Use Terraform to Manage Helm Releases
Date: 14 Dec 2021
The content in this ADR may be out-of-date and needing an update. For questions, please reach out to Cloud Posse
- Cloud Posse recommends using the
helm-release
module to manage operators and other infrastructure setup requirements but does not recommend using Terraform for application deployment.
Status
DRAFT
Problem
Provisioning helm releases with helmfile
has worked for a long time, but has a number of shortcomings:
-
No integration with Spacelift
-
No turnkey workflow for github actions (continuous delivery)
-
No way to provision IAM roles needed by services
to solve these problems, we switched to using the Terraform helm
provider, but this introduced a new set of problems:
-
Manual changes made to cluster resources were not detected as drift
-
Changes made to helm template files also were not detected as drift
We want to be able to provision helm releases and all dependencies with terraform and GitOps while not compromising on drift detection.
Related Issues
-
https://github.com/hashicorp/terraform-provider-helm/pull/702
-
https://github.com/databus23/helm-diff/issues/176#issuecomment-572952711
-
https://github.com/databus23/helm-diff/pull/304 (this might fix the problem in helm-diff but it was not accepted)
Context
Architecture | Detect Changes to Non-chart YAML Values? | Detect Changes to Local Chart Files? | Detect Manual Changes to Deployed Resources? (e.g. kubctl edit ) |
---|---|---|---|
helm_release with manifest=true | Yes | Yes | No |
helm_release without manifest=true | Yes | No | No |
kubernetes_manifest | Yes | No | No |
helmfile_release | Yes | No | No |
Testing Methodology
Note, changing the port in a running service is not a good test as it fails even with kubectl apply
Part 1: echo-server
-
Modify any value from any of the local template files (YAML files within
echo-server/charts/echo-server/
).

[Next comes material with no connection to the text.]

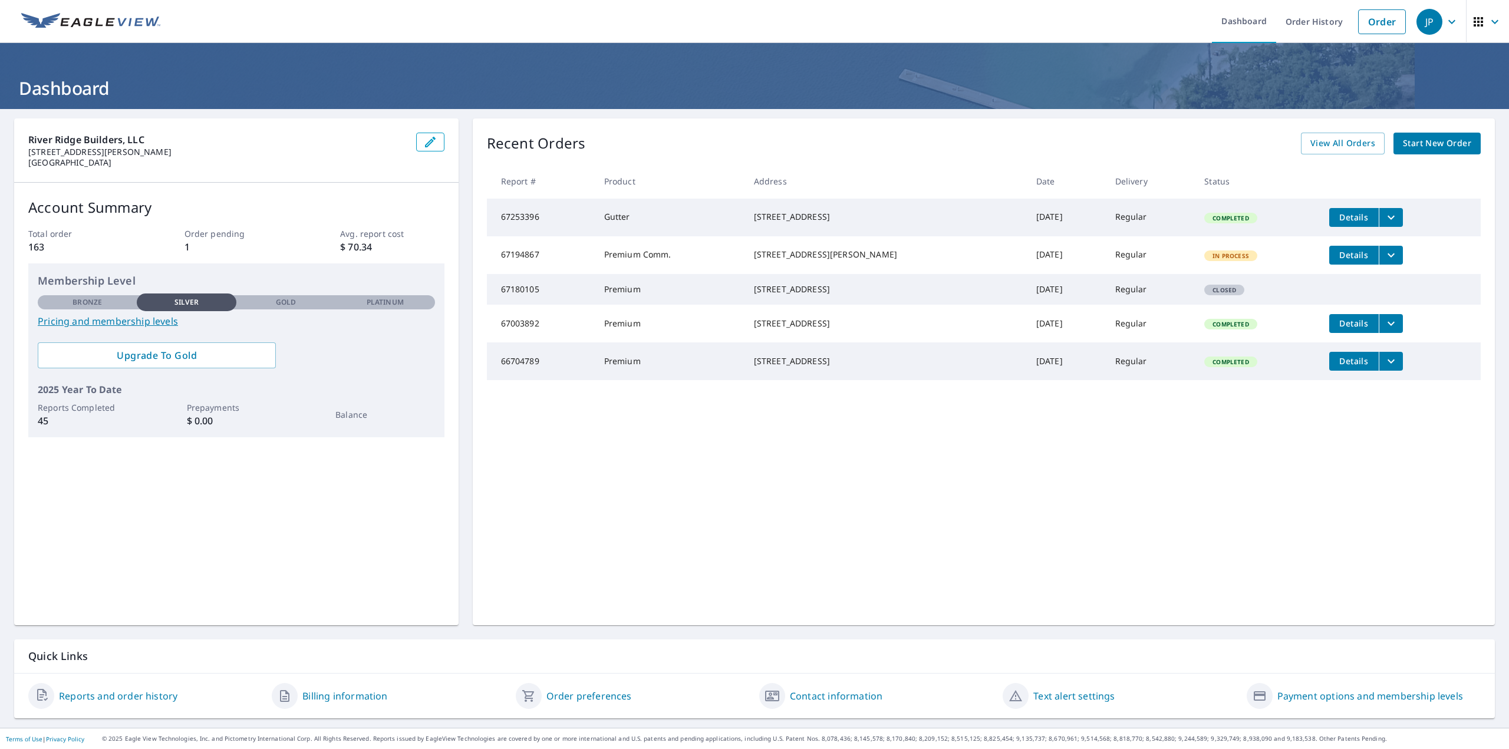  Describe the element at coordinates (802, 739) in the screenshot. I see `p: © 2025 Eagle View Technologies, Inc. and Pictometry International Corp. All Rights Reserved. Repo...` at that location.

Then, check that that change is detected by terraform. -
Modify any value in
default.auto.tfvars
. Then, check that that change is detected by terraform. -
Modify any deployed resource via
kubectl edit
and observe that that change is not detected by Terraform.
Part 2: cert-manager
(using the cert-manager
component from the >v0.185.1
releases of cloudposse/terraform-aws-components
)
-
With
letsencrypt_enabled: true
andcert_manager_issuer_selfsigned_enabled: false
, modify any value incert-manager-issuer/templates/letsencrypt-issuer.yaml
. Then, check that that change is detected by terraform. -
With
letsencrypt_enabled: true
andcert_manager_issuer_selfsigned_enabled: false
, modify any value in eithercert-manager-issuer/templates/selfsigning-certificate.yaml
orcert-manager-issuer/templates/selfsigning-issuer.yaml
. Then, check that the change is not detected by Terraform, because these files will not be rendered in the deployed helm component (due to the if statements at the top of them). -
Modify any value in
default.auto.tfvars
. Then, check that that change is detected by terraform. -
Modify any deployed resource via
kubectl edit
and observe that that change is not detected by Terraform.
Considered Options
Option 1: Helm Provider
manifest=true
Option 2: Helm Provider with Kubernetes Provider
Option 3: Helmfile Provider
Option 4: ArgoCD Provider (experimental)
Option 5: Helm Provider with Git Provider and ArgoCD (experimental)
Option 6: Stop using Helm? 🙂
Decision
DECIDED: Use the Terraform helm
provider with the manifest=true
flag.
Consequences
- We now have solved all the problems that motivated this design choice, and we have not sacrificed any drift detection, relative to using helmfiles for deployment.